Unlike synthetic highs you don’t need to test marijuana on animals to prove anything about its safety or otherwise. Cannabis has had thousands of years of testing on willing subjects, and has directly killed none. But that’s not to encourage its use, especially at work, while driving, for young people, around children, in public or for those with mental illness or a fragile psyche. That applies to all other drug based stimulants as well. There should be a common standard of impairment and subsequent regulation of all drugs and alcohol based on effects, not arbitrarily, or based on bias towards certain products.

6 COMMENTS

  1. Most people aren’t aware that around half of all prescription medicine passes through people’s systems and out into the water ways, producing high levels of toxic pollutants

  2. Well said.

    My question to the politicians, which is regularly avoided, is that there is only evidence of disastrous failure when it come to the results of the war on drugs – unless of course it’s your police or corrections budget ballooning every year…

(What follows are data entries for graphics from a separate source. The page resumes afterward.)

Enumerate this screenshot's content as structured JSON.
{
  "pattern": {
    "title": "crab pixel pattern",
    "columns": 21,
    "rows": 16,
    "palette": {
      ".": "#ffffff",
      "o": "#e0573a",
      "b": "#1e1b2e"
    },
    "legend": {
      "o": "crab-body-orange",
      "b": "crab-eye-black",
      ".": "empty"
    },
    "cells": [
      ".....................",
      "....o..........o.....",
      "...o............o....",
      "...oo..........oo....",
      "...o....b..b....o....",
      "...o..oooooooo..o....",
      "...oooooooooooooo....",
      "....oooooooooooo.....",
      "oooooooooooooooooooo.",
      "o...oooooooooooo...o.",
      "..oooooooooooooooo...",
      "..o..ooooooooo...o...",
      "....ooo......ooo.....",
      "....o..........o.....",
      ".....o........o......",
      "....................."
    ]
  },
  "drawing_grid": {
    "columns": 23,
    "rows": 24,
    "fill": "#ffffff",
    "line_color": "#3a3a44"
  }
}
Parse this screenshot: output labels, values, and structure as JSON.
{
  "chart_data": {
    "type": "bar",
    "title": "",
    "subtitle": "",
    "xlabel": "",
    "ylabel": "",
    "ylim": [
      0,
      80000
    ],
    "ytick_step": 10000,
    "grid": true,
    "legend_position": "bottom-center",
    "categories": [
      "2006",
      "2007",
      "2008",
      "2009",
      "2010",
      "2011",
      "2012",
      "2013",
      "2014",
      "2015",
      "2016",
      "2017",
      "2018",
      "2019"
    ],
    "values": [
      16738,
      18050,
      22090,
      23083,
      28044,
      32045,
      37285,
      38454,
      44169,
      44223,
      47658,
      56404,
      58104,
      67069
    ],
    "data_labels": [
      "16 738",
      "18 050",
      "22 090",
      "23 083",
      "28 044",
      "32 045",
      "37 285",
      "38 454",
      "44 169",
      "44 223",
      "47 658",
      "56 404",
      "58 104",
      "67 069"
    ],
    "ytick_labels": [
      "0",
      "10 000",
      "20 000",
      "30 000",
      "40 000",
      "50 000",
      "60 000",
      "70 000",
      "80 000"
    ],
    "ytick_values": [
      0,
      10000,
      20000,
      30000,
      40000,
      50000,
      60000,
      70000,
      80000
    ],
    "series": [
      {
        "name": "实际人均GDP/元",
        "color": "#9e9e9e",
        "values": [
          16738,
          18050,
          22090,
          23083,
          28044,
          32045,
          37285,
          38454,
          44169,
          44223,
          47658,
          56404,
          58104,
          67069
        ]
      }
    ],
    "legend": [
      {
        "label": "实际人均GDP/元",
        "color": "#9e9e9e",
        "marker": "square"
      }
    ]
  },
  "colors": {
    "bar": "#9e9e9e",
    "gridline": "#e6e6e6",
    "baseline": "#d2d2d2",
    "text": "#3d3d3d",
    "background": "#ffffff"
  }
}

  3. It would be really nice to see some inclusive language used when discussing drug use. With the exception of a handful of teetotalers, straight-edgers, and hare krishnas, everyone in this country uses drugs (alcohol is a drug). Yet always we see these handwringing columns which talk of drug users as some recently-discovered minority, and pathologize all drug use. Most people I know use drugs regularly, and although I have seen many people “overdo it” or become dependent, the drug most commonly associated with that behaviour is alcohol. Criminalizing (some) drug use and refusing to allow a legally regulated market to operate mainly has the effect of criminalizing working class people who don’t have the connections, social status, or fancy lawyers to get them off drug charges.

    As I’ve said before, there are two separate issues here, which require separate legislative responses. The first issue is the personal choice to use; to drink, to smoke, to snort, even to inject. Like those jumping out of planes with a parachute on, we do these things for enjoyment, and the risk of injury or death is one we accept. The government should do nothing to regulate these choices, but refuse to let us blame the drugs we chose to take for the consequences of our actions, and hold us accountable for any harm we may do to others regardless. All legal penalties for possession and production for personal use, and non-commercial sharing (or “social dealing” as the Law Commission calls it) should be struck from the books.

    The second issue is the commercial sale of drugs. Like driving a car, this has the potential to cause harm or even death if done irresponsibly (R18 etc). Like driving a car, a license should be required, and dealing without a license, like driving without a license, should be punished appropriately. As with driver licensing, central government should standardize the tests. As with legal prostitution, local government should have some say over where and how dealing businesses operate.

  4. Dear author: Do NOT refer to cannabis as “dope” as in “more natural, less harmful dope.” Do you not have any idea how bad that sounds?

  5. Your arguments are logical, but I think we forget that ANY drug can be dangerous if sufficiently concentrated and/or wrongly used. Caffeine, tannin, aspirin, etc (the list goes on) are all useful drugs but even they can be dangerous or be used to make dangerous products. On the other hand some “dangerous” drugs have some good uses, eg. opium, cannabis and morphine have powerful and useful pain killing qualities. Societal acceptance is at the heart of the problem. History and tradition governs that we think of some drugs as safe and others dangerous. Ironically one of the most dangerous drugs is legal and widely available in most countries other than Muslim countries, alcohol. By your logic alcohol should be banned. They tried this in America last century and it was unenforceable.